Intersex Asia Executive Director Hiker Chiu participated in Women Deliver 2026 (WD26) in Melbourne, marking a historic milestone as the first known intersex activist from Asia to join the conference in its history. Hiker’s participation represented an important step in strengthening intersex visibility and building bridges between the intersex movement and wider feminist, bodily autonomy, and social justice spaces.

At WD26, Hiker was invited to speak in Queers Deliver: Building the Future of Inclusive Global Feminist Gatherings, in Session 1: Queer Indigenous Sovereignty, Bodies and Belonging, alongside Obioma Chukwuike, Executive Director of Intersex Nigeria. In the session, Hiker situated intersex experience within broader conversations on colonial power, bodily autonomy, and belonging. Hiker emphasized that colonial systems claimed not only land, but also authority over bodies by classifying, correcting, and controlling those that did not fit binary norms. For intersex people, Hiker argued, sovereignty begins with bodily sovereignty: the right to exist in one’s body without being medically corrected to fit someone else’s definition of normal.
This perspective also highlighted a deeper challenge within feminist and sexual and reproductive health and rights spaces. Hiker noted that many of these spaces continue to rely on inherited colonial ideas of sex as binary, fixed, and medically defined. From this perspective, intersex exclusion is not only intentional; it is also structural. A truly decolonised feminist movement would trust lived bodies over medical authority, plurality over classification, and create space for bodies that do not fit dominant norms without requiring justification.

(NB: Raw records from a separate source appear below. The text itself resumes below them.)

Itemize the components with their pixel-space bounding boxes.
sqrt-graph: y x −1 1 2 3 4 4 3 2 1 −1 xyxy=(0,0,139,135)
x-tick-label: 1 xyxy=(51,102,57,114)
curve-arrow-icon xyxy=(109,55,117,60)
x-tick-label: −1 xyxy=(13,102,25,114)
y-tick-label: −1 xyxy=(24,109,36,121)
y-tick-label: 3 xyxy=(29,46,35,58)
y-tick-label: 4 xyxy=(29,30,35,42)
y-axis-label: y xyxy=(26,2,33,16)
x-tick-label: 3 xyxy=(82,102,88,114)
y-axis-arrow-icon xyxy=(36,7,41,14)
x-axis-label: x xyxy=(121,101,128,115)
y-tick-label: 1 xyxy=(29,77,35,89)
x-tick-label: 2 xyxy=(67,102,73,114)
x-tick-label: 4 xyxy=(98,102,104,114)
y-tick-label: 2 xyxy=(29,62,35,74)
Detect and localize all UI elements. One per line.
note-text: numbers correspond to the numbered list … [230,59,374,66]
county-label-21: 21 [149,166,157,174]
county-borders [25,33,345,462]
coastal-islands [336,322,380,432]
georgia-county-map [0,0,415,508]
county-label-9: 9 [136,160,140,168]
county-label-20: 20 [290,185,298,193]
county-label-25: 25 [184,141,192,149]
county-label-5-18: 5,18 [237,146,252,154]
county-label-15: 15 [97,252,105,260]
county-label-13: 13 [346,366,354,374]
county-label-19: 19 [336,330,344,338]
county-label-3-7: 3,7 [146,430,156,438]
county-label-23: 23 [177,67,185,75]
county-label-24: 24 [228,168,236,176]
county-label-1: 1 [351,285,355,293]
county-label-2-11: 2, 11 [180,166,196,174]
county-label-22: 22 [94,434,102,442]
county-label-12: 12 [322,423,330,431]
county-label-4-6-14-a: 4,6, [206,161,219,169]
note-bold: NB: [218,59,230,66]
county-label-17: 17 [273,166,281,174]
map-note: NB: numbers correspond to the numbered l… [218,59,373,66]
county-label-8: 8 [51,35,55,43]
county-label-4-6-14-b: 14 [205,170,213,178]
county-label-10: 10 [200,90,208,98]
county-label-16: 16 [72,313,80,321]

This year, five intersex participants were present at WD26: Hiker Chiu, Obioma Chukwuike, Crystal Hendricks from South Africa, Andy Maxell from Kenya, and Rogena Sterling, Chair of Intersex Aotearoa in New Zealand. Their participation remained limited within a conference of around 6,500 participants, but it signaled meaningful progress in intersex visibility in a major global feminist gathering.
Intersex advocates contributed across several parts of the programme. Crystal Hendricks, supported by ILGA World as staff working on sex characteristics, spoke in the plenary session “Autonomy is Collective: Bodily Autonomy and Community Power,” where she shared perspectives grounded in the experience of intersex women. Andy Maxell also joined as a panelist in “Rallying SOGIESC Supporters: Strategize to Resist Division and Build Unity.”
Beyond the formal sessions, Hiker and other intersex advocates engaged conference organizers directly to call for more intersex-inclusive language and explicit recognition of intersex issues. This advocacy reflected a wider goal: ensuring that intersex people are not treated as an afterthought within global feminist spaces, but are fully visible, accurately named, and meaningfully included.
Hiker’s reflection on WD26 points to both progress and unfinished work. The conference created important opportunities for intersex participation, dialogue, and cross-movement connection. At the same time, it also underscored the continuing need for stronger inclusion, clearer language, and more intentional space for intersex leadership in global advocacy processes.